Georgia accelerates income tax cuts, expands property tax relief

Georgia Gov. Brian Kemp signed a broad package of tax and business legislation in Atlanta that will lower Georgia’s state income tax rate below 5% next year while expanding property tax relief efforts, business incentives and school scholarship tax credits.

The centerpiece is HB 463, which cuts Georgia’s income tax rate from 5.19% to 4.99% starting Jan. 1, 2026. The law also sets up a future rate reduction to 3.99% if the state meets revenue benchmarks, increases the standard deduction and raises the retirement income exclusion to $70,000 beginning in 2027. It also creates temporary tax exclusions for overtime pay and cash tips through 2028.

For Kemp and Republican lawmakers, the signing ceremony doubled as a political argument: Georgia can keep cutting taxes while continuing to market itself as a business-friendly state. The governor tied the legislation to Georgia’s long-running economic development pitch and the state’s reputation for conservative budgeting.

But the package reaches beyond income taxes.

One of the biggest structural changes comes from SB 33, which creates a new Local Homestead Option Sales Tax to offset property taxes for homeowners. Supporters say it gives local governments another tool to manage rising property tax pressure, an issue that has become harder to ignore in fast-growing metro Atlanta counties where home values — and tax bills — have climbed sharply.

Other measures signed on Monday focus on business and development policy. HB 1185 revises rules surrounding the Georgia Statewide Business Court, while HB 1129 adds restrictions and oversight to state-designated enterprise zones. HB 445 expands appeal rights for some business property tax reassessments.

The legislation package also touches healthcare and education. SB 111 expands eligibility rules tied to tax-credit-supported rural healthcare contributions, including some freestanding emergency departments. HB 328 increases tax credits for student scholarship organizations, continuing Georgia Republicans’ push for expanded school choice programs.

Some provisions are highly targeted. HB 1209 creates a sales tax exemption for construction materials tied to projects near certain state-owned convention facilities, while HB 987 establishes a framework allowing independent contractors to receive portable benefits without changing their worker classification.

The broader message from state leaders is clear: Georgia intends to keep pairing lower taxes with aggressive economic development incentives, even as questions remain about how local governments and school systems absorb the long-term revenue effects.

What to watch: The income tax cut takes effect in 2026, but the property tax changes could reshape local budgeting debates much sooner, especially in rapidly growing suburban counties around Atlanta.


> Work instruction:
Exact copy, no pictures: return all the data below as written.

Dataset rows about figures
== Segment start ==

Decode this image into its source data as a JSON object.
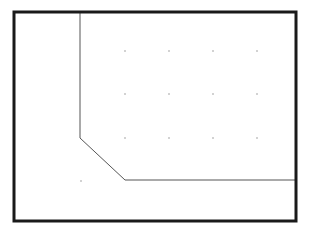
{
  "diagram": {
    "background": "#ffffff",
    "frame": {
      "x": 14,
      "y": 12,
      "width": 282,
      "height": 209,
      "stroke": "#1a1a1a",
      "stroke_width": 3
    },
    "path": {
      "points": [
        [
          80,
          13
        ],
        [
          80,
          138
        ],
        [
          125,
          180
        ],
        [
          295,
          180
        ]
      ],
      "stroke": "#555555",
      "stroke_width": 1
    },
    "grid_dots": {
      "color": "#9a9a9a",
      "radius": 0.8,
      "points": [
        [
          125,
          51
        ],
        [
          169,
          51
        ],
        [
          213,
          51
        ],
        [
          257,
          51
        ],
        [
          125,
          94
        ],
        [
          169,
          94
        ],
        [
          213,
          94
        ],
        [
          257,
          94
        ],
        [
          125,
          138
        ],
        [
          169,
          138
        ],
        [
          213,
          138
        ],
        [
          257,
          138
        ],
        [
          81,
          181
        ]
      ]
    }
  }
}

== Segment end ==

> Solution for this task:
Decode this image into its source data as a JSON object.
{
  "diagram": {
    "background": "#ffffff",
    "frame": {
      "x": 14,
      "y": 12,
      "width": 282,
      "height": 209,
      "stroke": "#1a1a1a",
      "stroke_width": 3
    },
    "path": {
      "points": [
        [
          80,
          13
        ],
        [
          80,
          138
        ],
        [
          125,
          180
        ],
        [
          295,
          180
        ]
      ],
      "stroke": "#555555",
      "stroke_width": 1
    },
    "grid_dots": {
      "color": "#9a9a9a",
      "radius": 0.8,
      "points": [
        [
          125,
          51
        ],
        [
          169,
          51
        ],
        [
          213,
          51
        ],
        [
          257,
          51
        ],
        [
          125,
          94
        ],
        [
          169,
          94
        ],
        [
          213,
          94
        ],
        [
          257,
          94
        ],
        [
          125,
          138
        ],
        [
          169,
          138
        ],
        [
          213,
          138
        ],
        [
          257,
          138
        ],
        [
          81,
          181
        ]
      ]
    }
  }
}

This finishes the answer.